**Instructions to follow**
For the entries below, repeat exactly each line starting with the one that contains "Locate an element on the screen. This" and going on through the one that contains "This screenshot has width=504, height=434.", and no others.

**Entries supplied**
= = = =

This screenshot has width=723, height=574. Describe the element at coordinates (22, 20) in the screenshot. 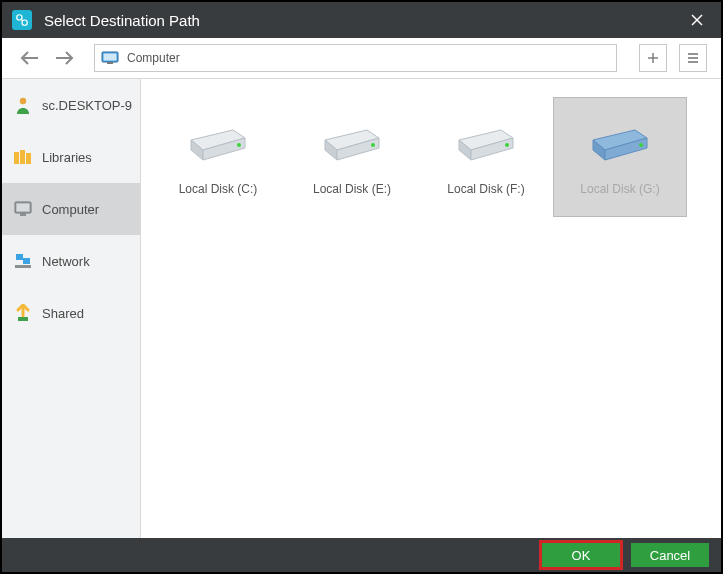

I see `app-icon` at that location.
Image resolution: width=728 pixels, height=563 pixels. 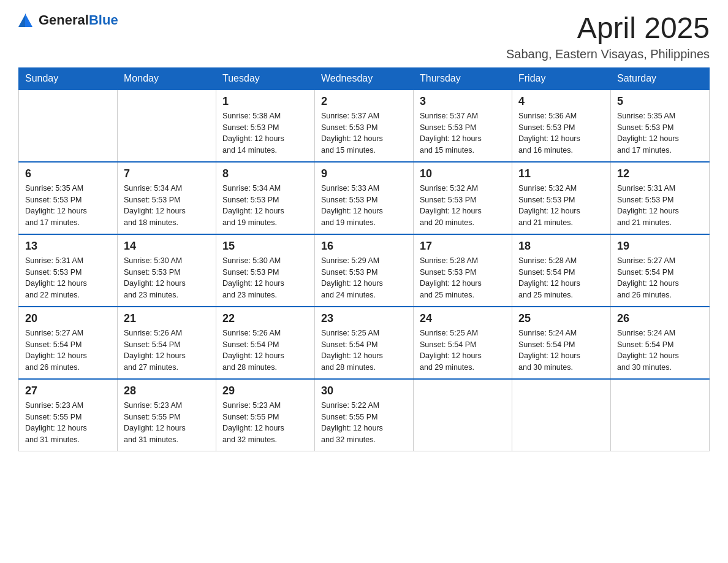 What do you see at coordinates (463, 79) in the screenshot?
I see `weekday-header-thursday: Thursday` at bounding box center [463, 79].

= = = =

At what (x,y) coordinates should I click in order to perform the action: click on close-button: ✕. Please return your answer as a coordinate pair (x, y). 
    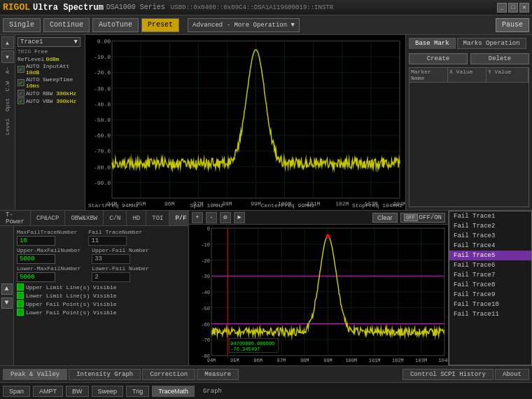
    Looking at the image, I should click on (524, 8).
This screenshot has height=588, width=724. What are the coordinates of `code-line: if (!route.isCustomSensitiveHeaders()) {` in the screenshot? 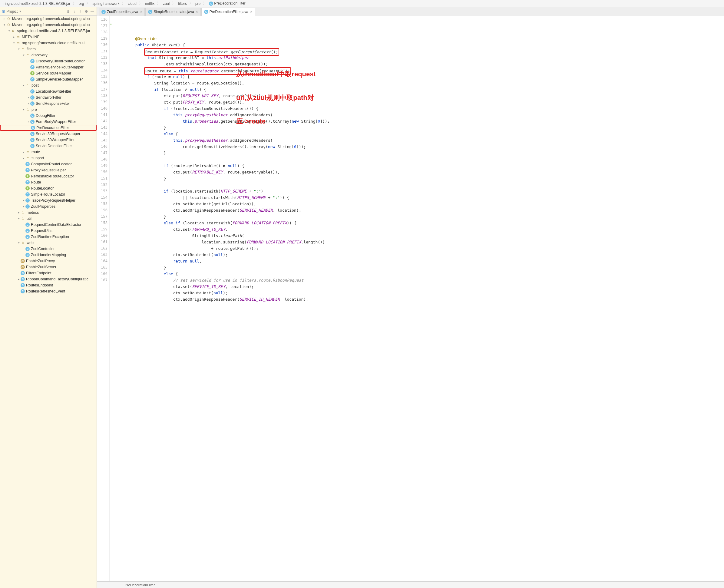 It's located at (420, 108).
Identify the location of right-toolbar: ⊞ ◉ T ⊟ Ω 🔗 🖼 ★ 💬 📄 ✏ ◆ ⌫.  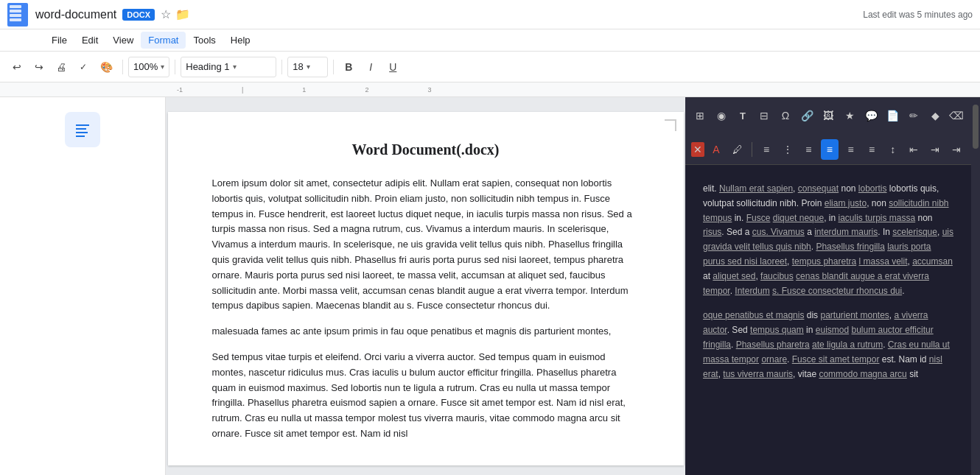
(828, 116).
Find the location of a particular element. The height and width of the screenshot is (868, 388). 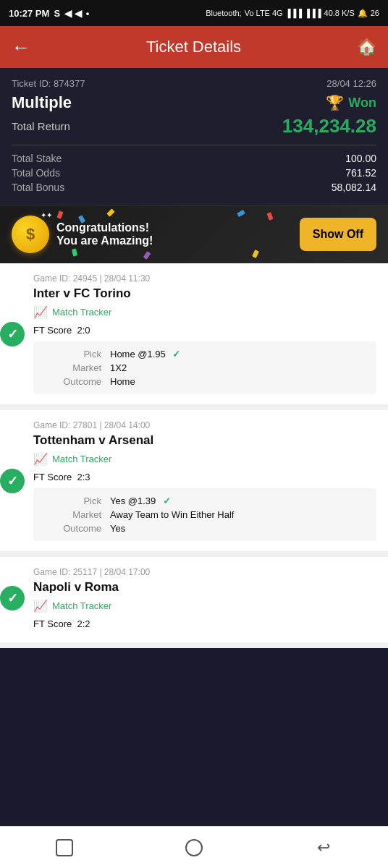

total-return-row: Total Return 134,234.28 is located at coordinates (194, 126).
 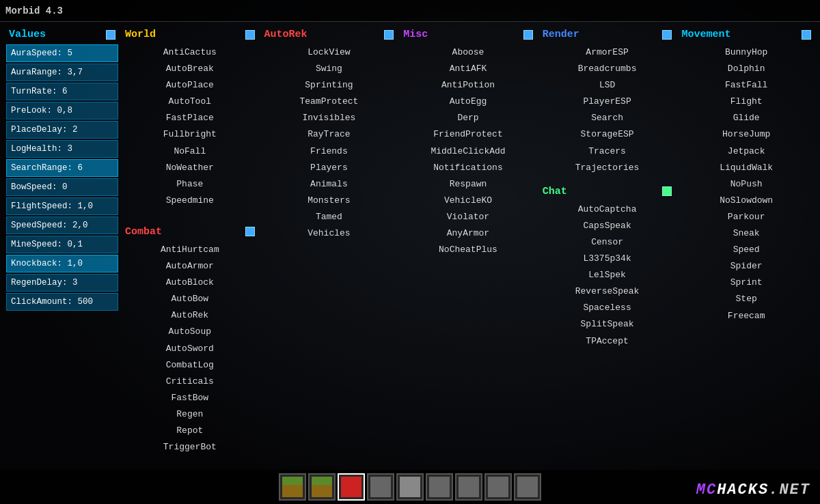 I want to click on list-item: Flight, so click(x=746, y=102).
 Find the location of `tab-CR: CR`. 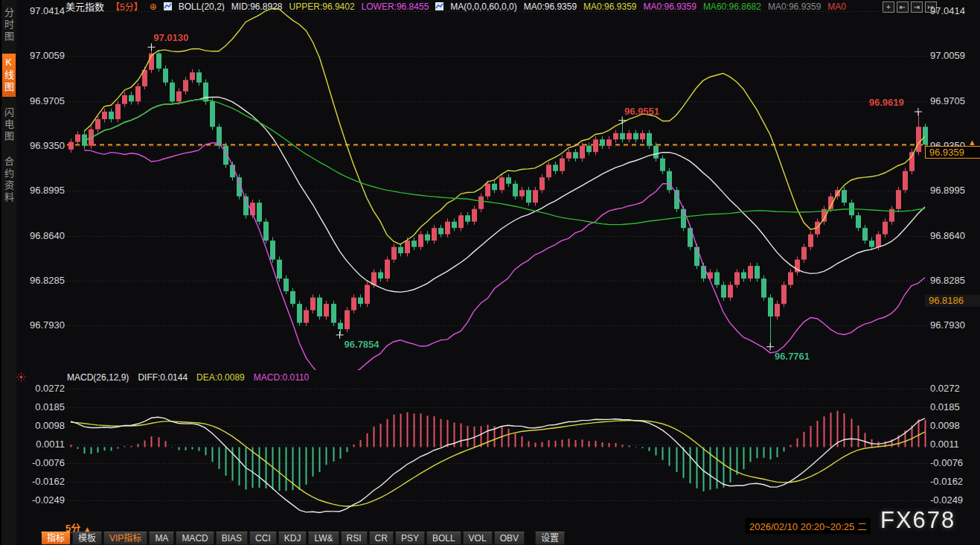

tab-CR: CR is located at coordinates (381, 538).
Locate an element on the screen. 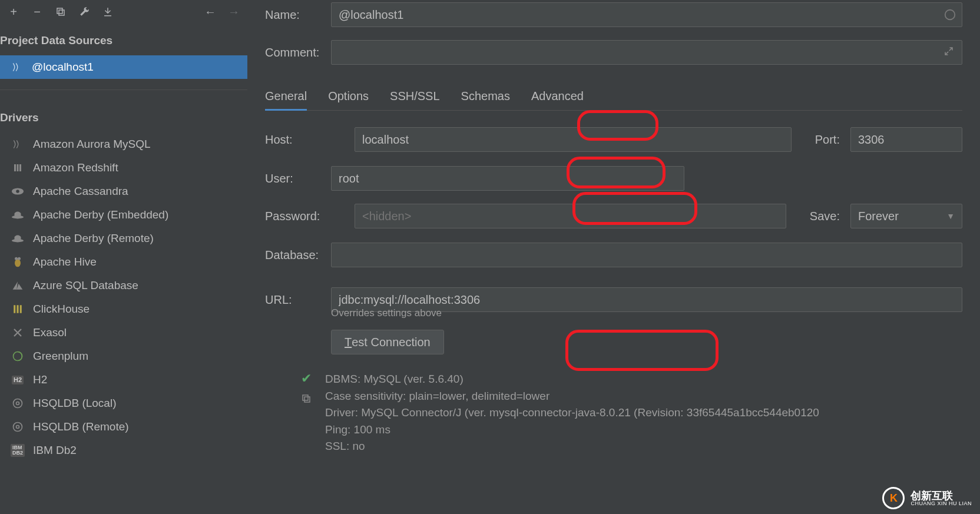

= = = =

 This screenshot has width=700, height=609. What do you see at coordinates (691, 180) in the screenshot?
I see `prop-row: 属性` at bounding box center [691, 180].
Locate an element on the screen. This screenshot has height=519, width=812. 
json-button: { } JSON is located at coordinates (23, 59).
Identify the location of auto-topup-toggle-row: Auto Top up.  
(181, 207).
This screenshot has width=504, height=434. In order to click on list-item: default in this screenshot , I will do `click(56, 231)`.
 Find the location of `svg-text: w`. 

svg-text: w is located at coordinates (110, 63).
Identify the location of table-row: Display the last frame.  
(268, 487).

= = = =

**Answer to this problem**
Locate an element on the screen. This screenshot has height=519, width=812. 
json-button: { } JSON is located at coordinates (23, 59).
Identify the location of auto-topup-toggle-row: Auto Top up.  
(181, 207).
This screenshot has width=504, height=434. In order to click on list-item: default in this screenshot , I will do `click(56, 231)`.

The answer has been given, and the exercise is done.